Teachers fight back against school vape crisis: Classrooms across the country install vapor detectors as student e-cigarette use reaches epidemic levels

Childhood vaping has become so prevalent that schools across America are beginning to install vapor detectors in bathrooms.

An estimated 2.6 million high school students vape, and teachers say students have smuggled devices up their sleeves in recent years to vape discreetly in the classroom, causing distractions and secondary effects on nearby children.

And increasingly, teachers say their students have become so addicted that they feel the need to leave class to get their nicotine fix in bathrooms.

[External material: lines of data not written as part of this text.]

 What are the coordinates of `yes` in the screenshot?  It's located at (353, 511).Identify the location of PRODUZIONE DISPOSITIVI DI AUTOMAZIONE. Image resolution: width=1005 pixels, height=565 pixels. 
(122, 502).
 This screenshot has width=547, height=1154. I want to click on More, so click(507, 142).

Maine’s Lewiston school system — one of the largest in the state with more than 5,100 students — is the latest to reveal plans to install the detectors in restrooms.

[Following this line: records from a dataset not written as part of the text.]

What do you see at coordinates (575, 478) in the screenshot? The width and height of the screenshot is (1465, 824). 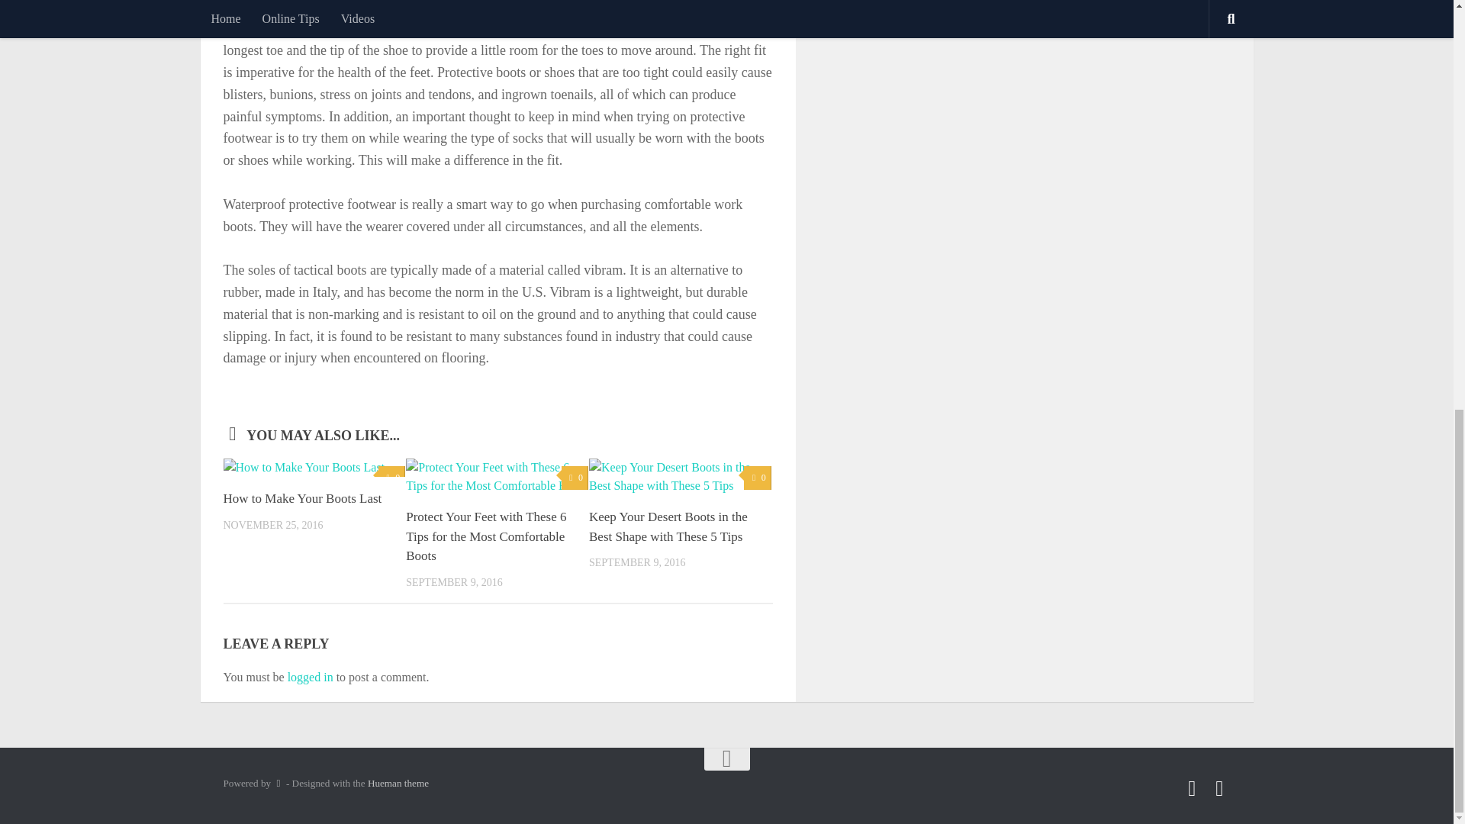 I see `0` at bounding box center [575, 478]. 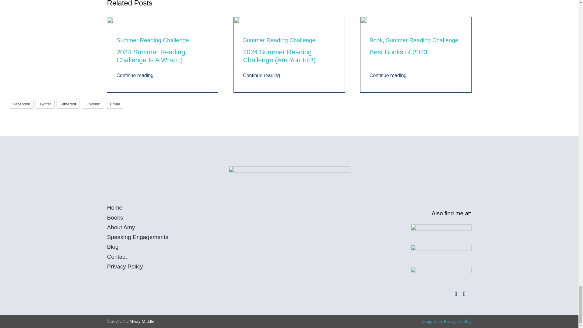 I want to click on Click to share on Facebook, so click(x=21, y=104). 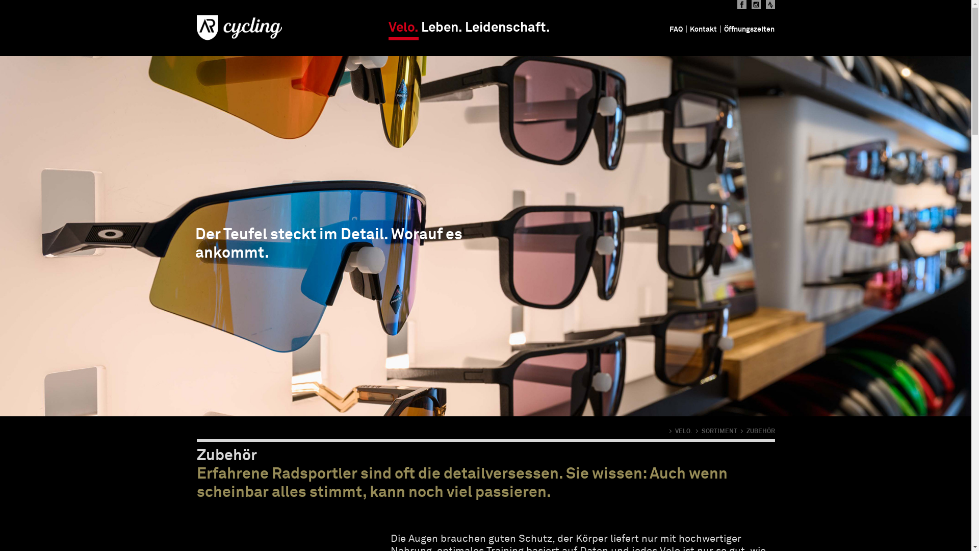 What do you see at coordinates (704, 30) in the screenshot?
I see `Kontakt` at bounding box center [704, 30].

The detectors have been used with great success in several other counties in several states, including New Jersey, Texas, and Illinois.

Vape detectors in schools would pick up traces of vapor in bathrooms and send time-stamped alerts to school administrators so they can intervene when the student leaves the bathroom. They have been successfully used in several states, including New Jersey, Texas, and Illinois

More than 2.5 million American children use e-cigarettes – half a million more than last year and a reversal of the downward trend of recent years. The Centers for Disease Control and Prevention (CDC) reports that 2.55 million Americans in middle or high school admit to using the device in the past 30 days. It’s a jump of 500,000, or 24 percent, from 2021. It’s the first increase since the CDC began collecting annual data in 2019.

Lewiston officials are looking at a bill likely to exceed $100,000, an amount that will not fit into their budget and will have to come largely from grants.

By the end of 2022, about 2.5 million middle and high school students were addicted to e-cigarettes, an increase of 500,000 or 24 percent from 2021. It’s the first increase since 2019.

The vast majority of children (85 percent) use flavored e-cigarettes that federal regulators have cracked down on in recent years over concerns that they are deliberately marketing themselves to children.

Still, teens are often able to get their hands on flavored vapes, usually disposable devices packed with high concentrations of highly addictive nicotine thanks to lenient enforcement in stores.

The vape detectors aren’t a foregone conclusion yet, as Lewiston school officials still have to come up with a significant amount of money to buy and install them in bathrooms, which have become overcrowded by the steady stream of kids huffing fumes in stalls.

The school’s superintendent is looking at some type of device that could connect to the high school’s current security system.

If vaping is detected, an alarm will sound and nearby video cameras timestamp their recordings, allowing administrators to identify students who were in the bathroom at the time.

A Lewiston district chief, Jonathan Radtke, said: ‘We will continue to monitor bathrooms with staff, but we can’t have someone stationed in every bathroom every period.’

Long waits for the toilet are just one reason for school administrators to install vapor detectors. James Stemple, executive director of Constituent Services at Stafford County Public Schools in Texas and former principal told an NBC-affiliated station that vaping by students in schools is one of the biggest problems it has seen in education in more than two decades.

Mr Stempel said: It is an addictive problem. Kids have to leave the classroom to vape or we’ve had kids in the classroom trying to vape in the classroom.”

The CDC report found that a vast majority, nearly 85 percent, of teen e-cigarette users report using flavored nicotine products. The FDA is cracking down on flavored tobacco products in an effort to reduce the number of teen smoking in the US

The CDC found that more than one in four teen users reported using their e-cigarette every day, and another 40 percent used it in at least 20 of the past 30 days

In New Jersey, 10 school districts have installed detectors, many of which also pick up vapor produced by devices containing THC, the psychoactive chemical in marijuana. And several suburban Chicago school systems, such as Hinsdale South High Schools and Evanston Township High School, have installed such devices.

In Ohio, Revere Local School District has installed 16 vape detectors at Revere High School and Revere Middle School as of 2019. Assistant Director Doug Faris said earlier this year that the devices helped discourage vaping in bathrooms, although they are not foolproof.

Mr. Faris said, “You see the vapor detector going off twenty times a day. That’s not to say that 20 kids are vaping. The vape detector registers changes in the air quality in the bathroom, so if you go out and grab a body spray and spray it, it will go off. It’s hard for us to say exactly, but it helps.

“Sometimes it’s frustrating because you’re in the cafeteria and it goes off in the A wing and you’re like, ‘By the time I walk over there, they’re gone.’ It’s difficult, but it helps.

“I’ve gotten two so far today, and I just happened to be right by this bathroom and in a few seconds I was able to get to the bathroom.”

According to a 2022 CDC survey, an estimated 14 percent of high school students and three percent of high school students use the devices regularly.

The report also found that 85 percent of those who reported using the devices regularly used flavored e-cigarettes.

28 percent of users said they puffed on their e-cigarettes every day. Just over 40 percent reported using it at least 20 times or more in the past 30 days.